The dancer was nervous because she was driving without a license - she couldn't get one because of a history of seizures. She had pulled in to buy cigarettes when Fallon and Carre pulled up next to her, and demanded to know whether she was high or drunk. In fact, she had been drinking and smoking marijuana laced with PCP.

The woman said she tried to fend them off. If they had any questions, she told them, "You can ask me right here."

"No," one said, "You have to get in the back."

They pulled the car into an empty lot in the shadow of I-95 where, she said, they took turns holding her down and raping her.

"They were both yelling and screaming that I'm a whore. I'm a dirty dancer. I'm going to take care of them," she testified.

She said Carre raped her while Fallon held her down with one hand and masturbated with the other. Fallon raped her next, she said.

She did her best to fight back - "fighting, screaming, hoping someone would hear me. There wasn't no one around."

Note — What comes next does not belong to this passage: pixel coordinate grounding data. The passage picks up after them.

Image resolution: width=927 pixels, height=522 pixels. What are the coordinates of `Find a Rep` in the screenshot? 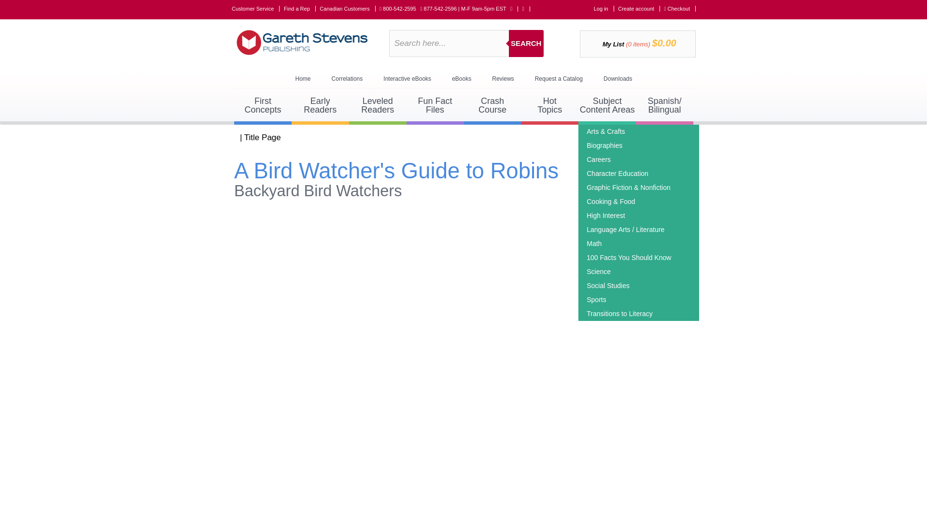 It's located at (594, 243).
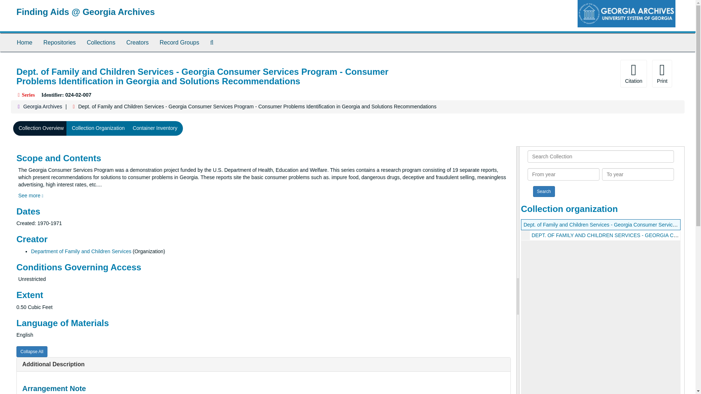 The height and width of the screenshot is (394, 701). I want to click on Home, so click(24, 42).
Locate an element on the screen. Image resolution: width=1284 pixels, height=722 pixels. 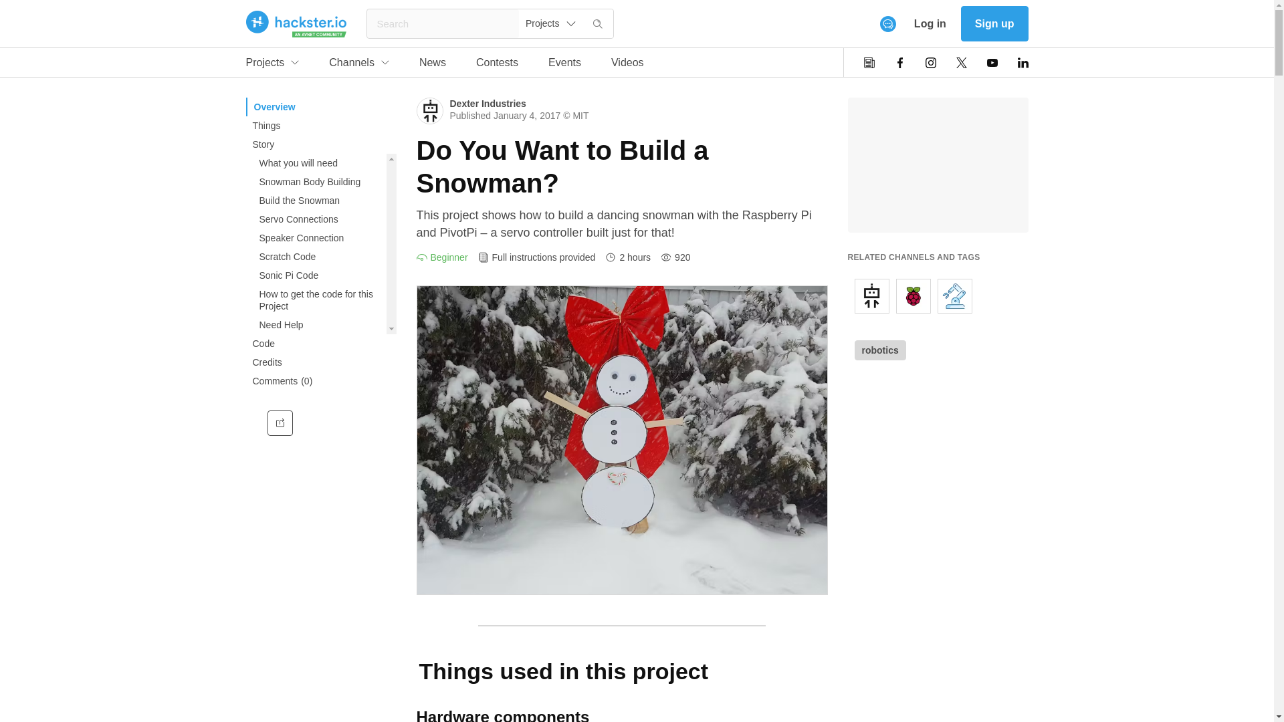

As soon as they let her go, she reported the assault. The same day, police took away the officers' guns and got a court order to seize their uniforms and underwear. Tests found semen containing Fallon's DNA. None of Carre's DNA was found.

They were arrested and fired a month later.

When Internal Affairs began combing through their paperwork, Lt. John Echols later said, he was "sort of in awe" by what he found: a string of other women who said they were abused or harassed by one or both officers.

On the eve of a trial, Fallon and Carre struck a deal with prosecutors and pleaded guilty to indecent assault and official oppression - using their police powers to commit a crime. Rape charges were dropped and they avoided jail.

In spite of their guilty pleas, both now insist that they are innocent. Again, their stories differ.

Carre says he only watched while the woman voluntarily had sex with Fallon. Fallon says that he and Carre had sex with her, but that it was her idea.

"She goes, 'Is there any way you can lose your partner?... I think you're cute,' " Fallon said.

Both men remain bitter. "The whole case is a joke," Fallon said. "I took the deal to get on with my life. For 10 minutes of pleasure, I've been suffering since 2003."

In court, the woman she said she has never shaken her memory of the attacks.

"I'd like you to know that they did rape me," she told the judge as he sentenced the officers to probation. "They took my life away from me."